Most hospitality brands apply generic B2B or B2C go-to-market playbooks to a market that operates by completely different rules. This framework explains why that fails, and what to do instead.
Go-to-market strategy in hospitality is almost universally misunderstood. Most boutique hotels, luxury travel brands, and independent operators default to one of two broken approaches.
The first is the B2C consumer play: spend on Instagram, run paid search, hope the OTA algorithm is kind to you, and wait for bookings to come in. It's expensive, competitive, and produces a customer who is loyal to the platform, not the brand.
The second is the relationship-dependent enterprise approach: rely on a handful of key accounts, a few travel advisors, or one well-connected sales person to carry the number. It works until it doesn't, and when it stops working, there's nothing underneath it.
Neither approach is wrong in isolation. Both are wrong as a complete strategy. The problem is that most hospitality brands have never actually defined their go-to-market motion — they've just been doing what everyone else does.
Not your aspirational guest — your actual buyer. The person who books fastest, stays longest, spends most, and refers most reliably. Most brands describe a demographic. The framework demands a psychographic.
And what do they need to see before they commit? This determines your channel strategy, your content approach, and how much of your marketing budget is wasted reaching people at the wrong moment.
And how does it earn attention in a market full of identical claims? Most hospitality brands lead with adjectives — intimate, curated, bespoke — that every competitor uses identically. The framework builds the message architecture that actually differentiates.
Without destroying your unit economics. The acquisition motion — the specific tactics, sequences, and touchpoints that move a stranger from awareness to booking — differs by buyer type and must be designed for each.
These decisions must be made in sequence. Skipping to channel tactics before buyer definition is the single most common — and most expensive — GTM mistake in hospitality.
The difference between "luxury travelers aged 35–55" and "dual-income professional couples who have traveled internationally at least three times in the last two years, value privacy over amenity variety, and book primarily through travel advisors or direct referral." The second profile tells you where to spend money. The first tells you nothing.
In hospitality, channel is destiny. OTA-heavy distribution means margin compression and brand commoditization. Travel advisor relationships mean slower volume but higher lifetime value and lower churn. Direct is the goal but the hardest to build. This decision covers how to choose the right channel mix for your property type, price point, and growth stage.
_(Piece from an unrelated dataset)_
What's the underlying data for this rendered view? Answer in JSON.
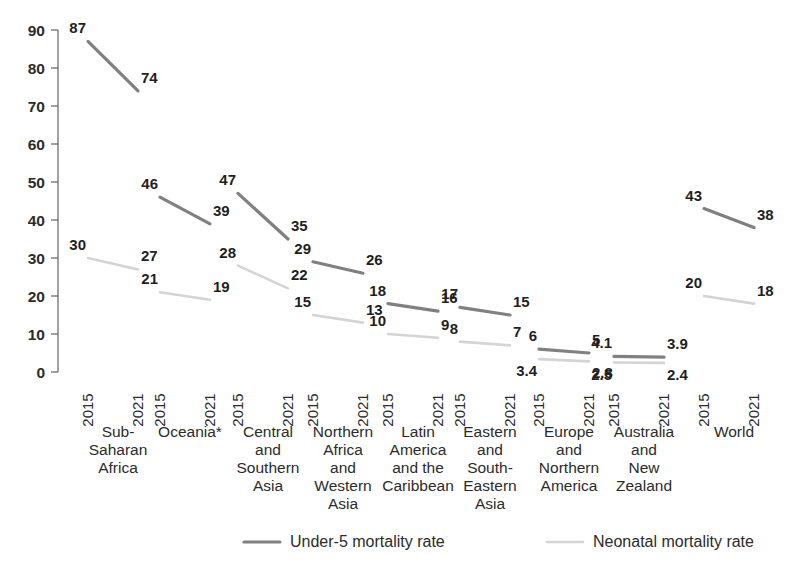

What you actually say, and in what order. The claim that earns initial attention. The proof that builds credibility. The specific differentiator that closes the consideration gap. Most hospitality brands lead with adjectives that every competitor uses identically.
How you actually go and get customers — the specific tactics, sequences, and touchpoints that move a stranger from awareness to booking. Different for B2C leisure, B2B corporate, group, and trade channel. Each requires its own defined motion.
The guest you already have is worth three times the guest you're still trying to acquire. Most hospitality GTM thinking stops at the booking. This decision covers how to build repeat visit rates, referral programs, and upsell sequences that compound over time.
Start with buyer definition. Everything else follows from knowing precisely who you're building this for.